F+ school

Fuck school. No, not literally, but if that's your thing, far be it for me to stop you. I'm talking about the education system we have created to support the economy. An army of 9-5 zombies believing that hard work equals money. And I'm going to tell you why that's bullshit.

Yes, it suits parts of the economy, but only the lower, working classes, which in my mind encompasses everyone who has a manager or someone over them, I think school cripples people's creativity instead of stimulating it. If you want to climb the ladder of life, you'll need to ascend the class system and unlearn a lot of what you learned in school.

I believe true value in society is created by connecting surplus to demand, and not once is this ever mentioned in school: the entrepreneurial mindset, if you will. Instead, we're taught a mindset of lack, that we need to work endlessly and tirelessly to prove our worth. This is not true. You cannot make 7 figures in a 9-5. It isn't simply more time for more money. At some point, you run out of time. You need to change the game. There's no use trying to find the next level, because for most of us, there quite simply isn't one, and highly paid C-level execs, which are at the top of the corporate ladder, are so overwhelmed by back to back meetings that they have no time to have an actual life, or spend their hard-earned cash. I don't know about you, reader, but no amount of money can make me give up time. Time is life, and you only get so much of it. Money is limitless. There's no pie - no limited amount of money that can be shared. Every single person out there can be a millionaire, billionaire, or any other arbitrary monetary value.
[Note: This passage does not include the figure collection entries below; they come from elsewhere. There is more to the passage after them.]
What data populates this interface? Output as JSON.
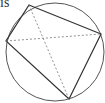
{
  "caption_fragment": "is",
  "diagram": {
    "type": "cyclic-quadrilateral",
    "circle": {
      "cx": 55,
      "cy": 52,
      "r": 49
    },
    "vertices": [
      {
        "name": "top",
        "x": 29,
        "y": 5
      },
      {
        "name": "right",
        "x": 101,
        "y": 34
      },
      {
        "name": "bottom",
        "x": 69,
        "y": 99
      },
      {
        "name": "left",
        "x": 6,
        "y": 41
      }
    ],
    "diagonals_style": "dashed",
    "stroke_color": "#333333"
  }
}
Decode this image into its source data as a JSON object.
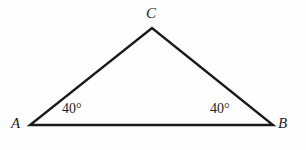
{
  "figure": {
    "kind": "geometry-diagram",
    "shape": "triangle",
    "background_color": "#fefefe",
    "stroke_color": "#1a1a1a",
    "stroke_width": 2.4,
    "canvas": {
      "width": 306,
      "height": 150
    }
  },
  "vertices": {
    "A": {
      "label": "A",
      "x": 30,
      "y": 125
    },
    "B": {
      "label": "B",
      "x": 273,
      "y": 125
    },
    "C": {
      "label": "C",
      "x": 152,
      "y": 28
    }
  },
  "angles": {
    "at_A": {
      "text": "40°",
      "value": 40,
      "unit": "degrees"
    },
    "at_B": {
      "text": "40°",
      "value": 40,
      "unit": "degrees"
    }
  },
  "sides": {
    "AB": {
      "from": "A",
      "to": "B"
    },
    "AC": {
      "from": "A",
      "to": "C"
    },
    "CB": {
      "from": "C",
      "to": "B"
    }
  },
  "chart_data": {
    "type": "scatter",
    "title": "",
    "xlabel": "",
    "ylabel": "",
    "xlim": [
      0,
      306
    ],
    "ylim": [
      0,
      150
    ],
    "grid": false,
    "legend": "none",
    "series": [
      {
        "name": "triangle-ABC",
        "points": [
          {
            "label": "A",
            "x": 30,
            "y": 125
          },
          {
            "label": "B",
            "x": 273,
            "y": 125
          },
          {
            "label": "C",
            "x": 152,
            "y": 28
          }
        ],
        "closed": true
      }
    ],
    "annotations": [
      {
        "text": "C",
        "x": 153,
        "y": 14
      },
      {
        "text": "A",
        "x": 18,
        "y": 124
      },
      {
        "text": "B",
        "x": 285,
        "y": 124
      },
      {
        "text": "40°",
        "x": 77,
        "y": 110
      },
      {
        "text": "40°",
        "x": 226,
        "y": 110
      }
    ]
  }
}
I can only surmise that what comes out of the school system aren't well rounded, lucid thinking individuals capable of autonomy, but vessels with extinguished creativity conditioned to fit into a fundamentally broken belief system glorifying hard work, dedication and compliance, over independent thinking, creative problem solving, and an abundance mindset.
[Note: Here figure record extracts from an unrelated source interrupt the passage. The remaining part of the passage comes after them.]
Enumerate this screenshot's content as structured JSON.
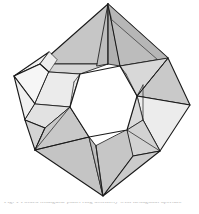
{
  "figure": {
    "background_color": "#ffffff",
    "stroke_color": "#1a1a1a",
    "canvas": {
      "width": 199,
      "height": 214
    },
    "palette": {
      "white": "#fdfdfd",
      "near_white": "#f4f4f4",
      "light": "#e8e8e8",
      "light_mid": "#dcdcdc",
      "mid": "#cfcfcf",
      "mid_dark": "#c2c2c2",
      "dark": "#b4b4b4",
      "darker": "#a8a8a8",
      "hole": "#ffffff"
    },
    "stroke_widths": {
      "outline": 1.15,
      "crease": 0.85,
      "thin": 0.6
    },
    "key_vertices": {
      "top_apex": [
        108,
        4
      ],
      "left_vertex": [
        14,
        76
      ],
      "right_vertex": [
        190,
        105
      ],
      "bottom_vertex": [
        103,
        196
      ],
      "lower_left_hub": [
        35,
        150
      ],
      "upper_left_wing": [
        49,
        52
      ],
      "upper_right_wing": [
        168,
        58
      ],
      "lower_right_hub": [
        160,
        151
      ]
    },
    "hexagon_hole": [
      [
        80,
        74
      ],
      [
        120,
        66
      ],
      [
        137,
        96
      ],
      [
        127,
        130
      ],
      [
        89,
        137
      ],
      [
        70,
        107
      ]
    ],
    "face_count": 24,
    "symmetry": "3-fold rotational"
  },
  "caption": {
    "text": "Fig. 1  Folded triangular panel ring assembly with hexagonal aperture"
  }
}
I think people leaving school are taught to hate the rich, imparted with the notion that they are taking from them, and that the poor are being abused, but these same individuals buy high priced items from fortune 100 companies, without giving a dime to the poor, it's always someone else's problem, in their mind.

There's certainly corrupt fortune 100 companies, leaders, CEOs, but their positions are not inherently evil, it's just once you can no longer choose which people you show yourself and your actions to, the worst usually dominates, because the majority of the population share this mindset of lack. And yes, some are just greedy too, that's a thing, some people suck.
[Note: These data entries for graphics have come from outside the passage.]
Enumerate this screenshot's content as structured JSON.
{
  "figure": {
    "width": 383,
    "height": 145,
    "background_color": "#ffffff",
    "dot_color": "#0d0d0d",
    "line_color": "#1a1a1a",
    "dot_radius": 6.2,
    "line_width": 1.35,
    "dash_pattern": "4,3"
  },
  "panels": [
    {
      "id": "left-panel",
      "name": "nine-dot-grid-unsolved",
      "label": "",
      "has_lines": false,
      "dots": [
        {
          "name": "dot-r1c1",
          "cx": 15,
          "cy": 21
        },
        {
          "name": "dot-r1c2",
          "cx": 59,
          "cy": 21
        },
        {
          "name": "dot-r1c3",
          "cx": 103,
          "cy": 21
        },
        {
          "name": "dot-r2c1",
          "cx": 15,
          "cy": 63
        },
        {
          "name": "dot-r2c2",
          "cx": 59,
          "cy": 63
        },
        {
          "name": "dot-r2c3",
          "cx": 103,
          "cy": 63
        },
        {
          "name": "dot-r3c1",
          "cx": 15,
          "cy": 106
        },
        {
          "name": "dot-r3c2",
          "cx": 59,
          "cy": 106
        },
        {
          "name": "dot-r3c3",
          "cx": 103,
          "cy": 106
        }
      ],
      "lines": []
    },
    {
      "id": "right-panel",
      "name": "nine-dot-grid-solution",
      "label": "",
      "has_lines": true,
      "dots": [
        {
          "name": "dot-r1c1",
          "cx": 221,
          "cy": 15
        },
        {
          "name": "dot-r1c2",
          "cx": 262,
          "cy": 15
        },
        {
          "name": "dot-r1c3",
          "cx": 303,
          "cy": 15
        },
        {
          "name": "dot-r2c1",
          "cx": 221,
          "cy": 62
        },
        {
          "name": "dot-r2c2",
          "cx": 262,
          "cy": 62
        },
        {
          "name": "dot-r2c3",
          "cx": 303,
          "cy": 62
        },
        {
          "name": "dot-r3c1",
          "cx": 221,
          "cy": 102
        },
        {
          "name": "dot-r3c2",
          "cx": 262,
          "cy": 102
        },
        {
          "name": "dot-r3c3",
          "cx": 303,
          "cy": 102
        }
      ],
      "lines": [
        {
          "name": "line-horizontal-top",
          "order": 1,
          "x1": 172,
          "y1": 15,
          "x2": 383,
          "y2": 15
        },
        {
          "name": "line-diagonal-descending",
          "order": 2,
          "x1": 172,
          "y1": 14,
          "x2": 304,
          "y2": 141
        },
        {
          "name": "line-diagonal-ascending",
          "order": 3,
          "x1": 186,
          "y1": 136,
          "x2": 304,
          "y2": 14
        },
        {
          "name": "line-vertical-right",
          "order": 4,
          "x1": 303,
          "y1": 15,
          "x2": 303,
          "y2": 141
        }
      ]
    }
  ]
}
People perceive a pie; a limited number of possibilities. A finite amount of money. They need to work for it, and they think the rich take it from them, and so they demand higher income taxes. This Robin Hood methodology is drummed into us from an early age. "The rich take from us, and we need to take back from them", so they say.

But they drastically fail to see that true value is created, not taken, there's an unlimited pie, even within the same sector, everyone's potential to achieve financial independence is completely unaffected by others' desires or actions towards their own goals. There is unlimited wealth! If you do not see this, you are creating your own imposition, and lack will dominate your life!

Income tax is hilarious anyway. People who vote for it, pay the most, while company shareholders that create the actual value in the markets simply set up shell corporations in low or no tax territories and license out intellectual property to UK based limited corporations, allowing them to channel 100% of the profits, without paying tax. You voting for greater income tax won't affect "rich people" that don't draw their income from paychecks. You'll just fuck yourself over if you decide to climb the useless corporate ladder to that level.

Or, smaller companies will pay their employees, shareholders and directors (of which one person can be all three) with a combination of salary up to the tax threshold and dividends up to their respective threshold, also paying zero or negligible tax, excepting NI.

So, attempting to tax the rich is only to the detriment of those individuals lacking the exact creative problem solving that would let them create a more profitable strategy, the same individuals from whom this trait was mercilessly extracted by a school system that's unfit for purpose in a progressive modern society.